Cable industry wants FCC to require carriage during retrans disputes
Claiming there are “serious flaws in the rules governing the retransmission consent market,” Matthew Polka, president of the American Cable Association, has asked the FCC to prohibit program blackouts during retransmission consent disputes.
In a letter to FCC chairwoman Mignon Clyburn, Polka noted that the FCC prohibits retransmission blackouts during sweeps periods to accommodate broadcasters, “yet there are no comparable rules that protect consumers from losing access to broadcast signals during periods of time particularly important to them, such as immediately before and during marquee broadcast events.”
Against the backdrop of the continuing CBS blackout at Time Warner Cable, Polka said the time has come for the FCC to act on the issue.

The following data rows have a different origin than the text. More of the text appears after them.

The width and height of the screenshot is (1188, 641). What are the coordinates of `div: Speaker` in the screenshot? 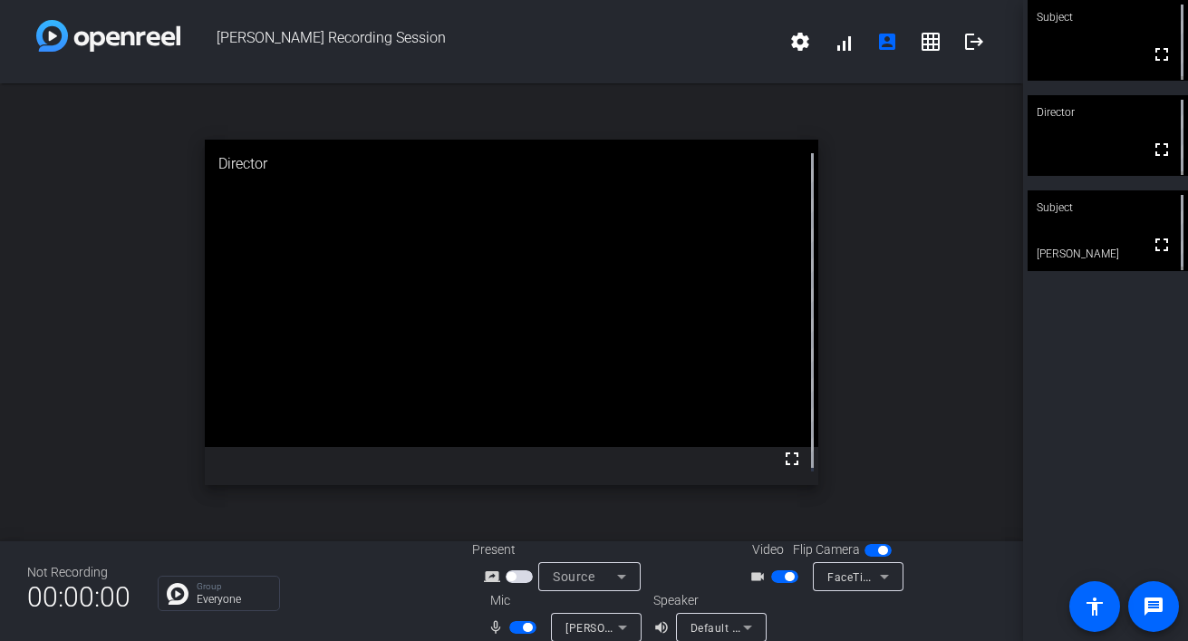 It's located at (708, 600).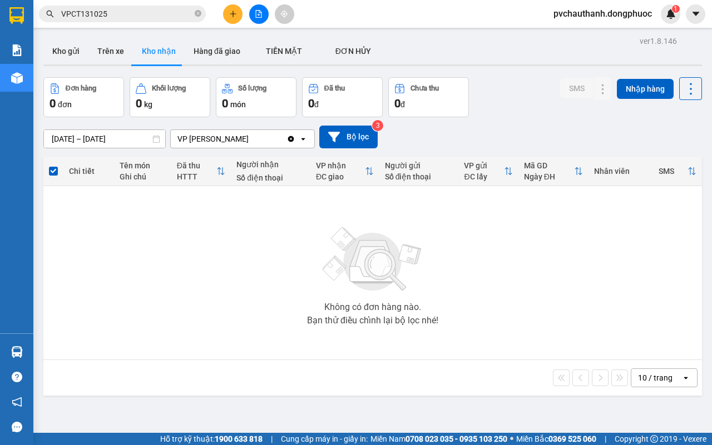  I want to click on div: Chưa thu, so click(424, 88).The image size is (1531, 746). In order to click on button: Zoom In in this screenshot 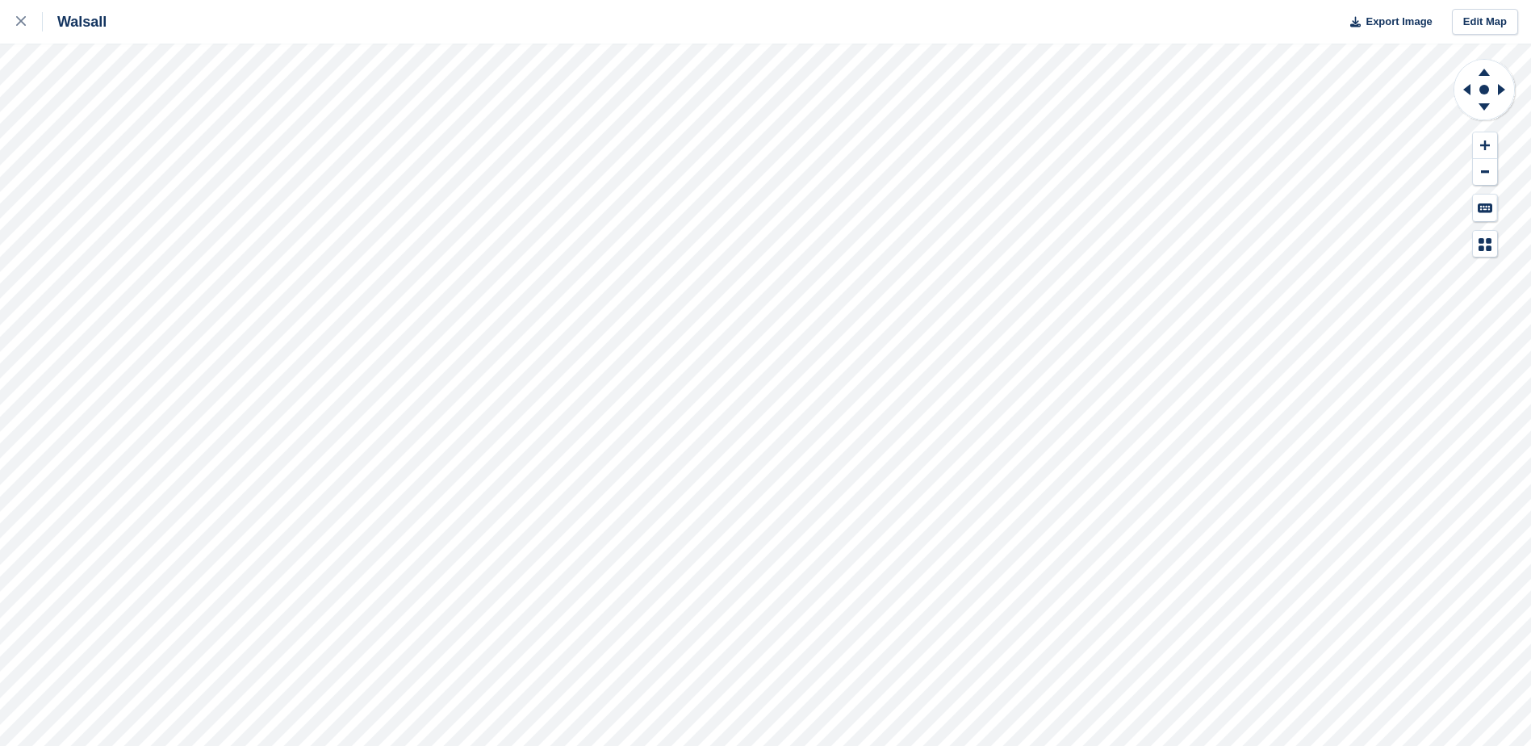, I will do `click(1485, 145)`.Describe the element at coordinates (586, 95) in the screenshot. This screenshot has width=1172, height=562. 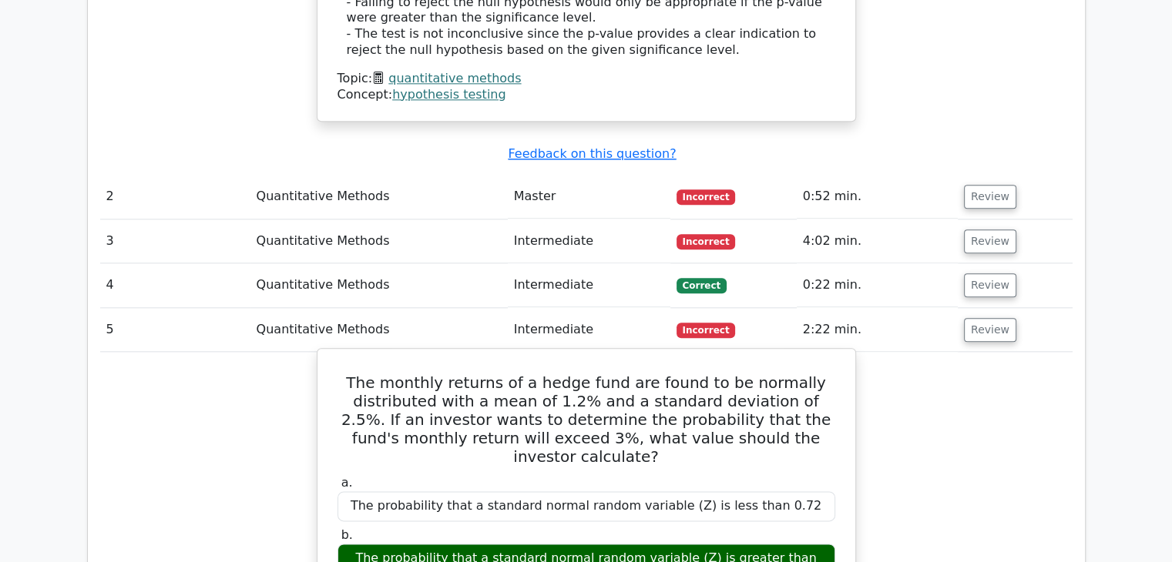
I see `div: Concept:` at that location.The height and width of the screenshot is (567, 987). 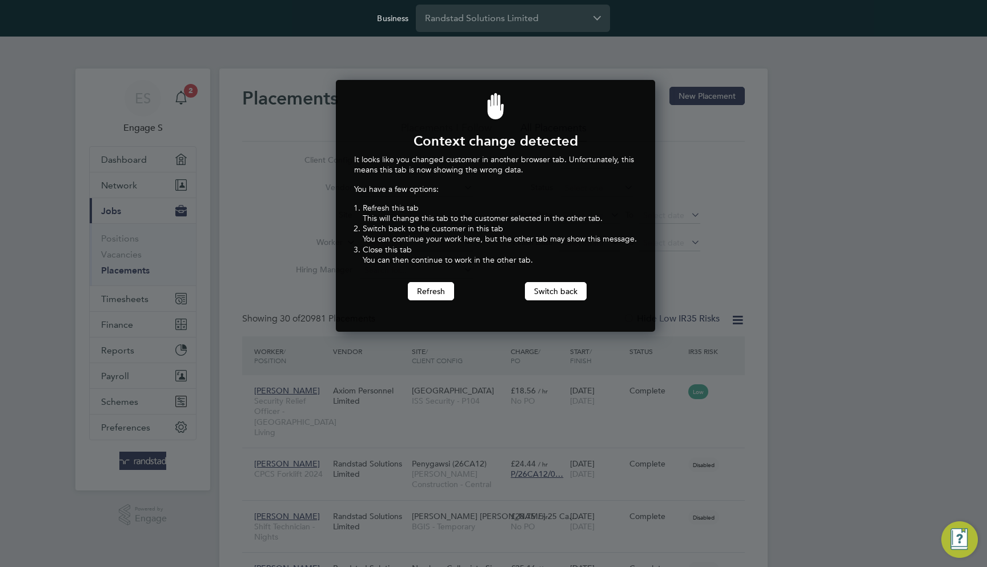 What do you see at coordinates (500, 255) in the screenshot?
I see `li: Close this tab You can then continue to work in the other tab.` at bounding box center [500, 255].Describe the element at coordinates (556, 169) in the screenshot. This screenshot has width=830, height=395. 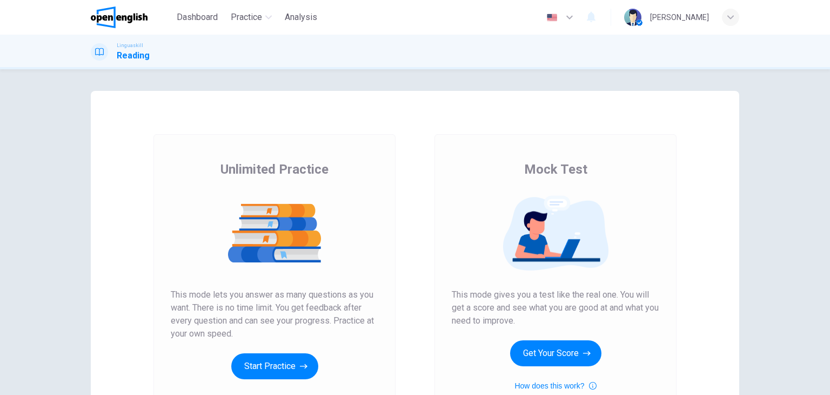
I see `span: Mock Test` at that location.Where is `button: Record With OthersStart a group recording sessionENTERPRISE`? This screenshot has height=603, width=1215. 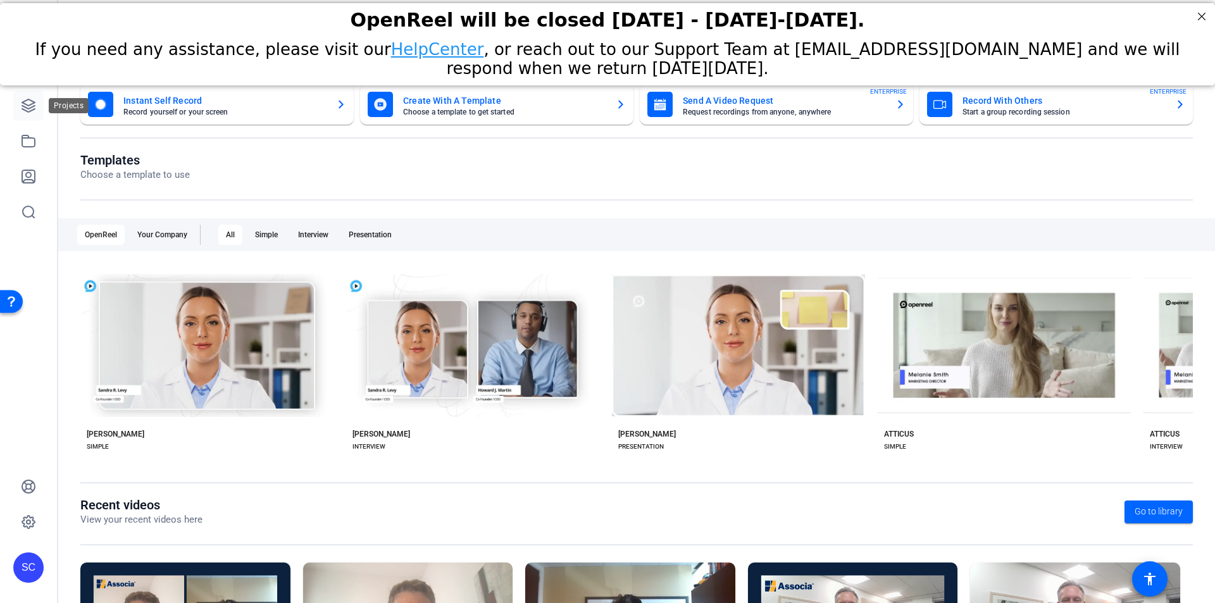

“ACA believes fundamental reform is necessary," he said. "However, broad changes to the rules governing retransmission consent need not stand in the way of the Commission taking some more limited regulatory action now to ensure that consumers are never again left without access to local broadcast signals when disputes arise.”
He continued, “Moreover, in light of the CBS/TWC dispute, it is glaringly inconsistent and unreasonable for the Commission to have explicit rules that prohibit blackouts when they would harm broadcasters, but have no rules to prohibit such outages when they would harm consumers.”
Outlining “a narrowly tailored solution,” Polka proposed that the Commission adopt a rule mandating that broadcasters and MVPDs continue to offer a broadcast station’s signal to consumers after an existing retransmission consent agreement expires and while the terms of a new agreement are pending resolution of a dispute.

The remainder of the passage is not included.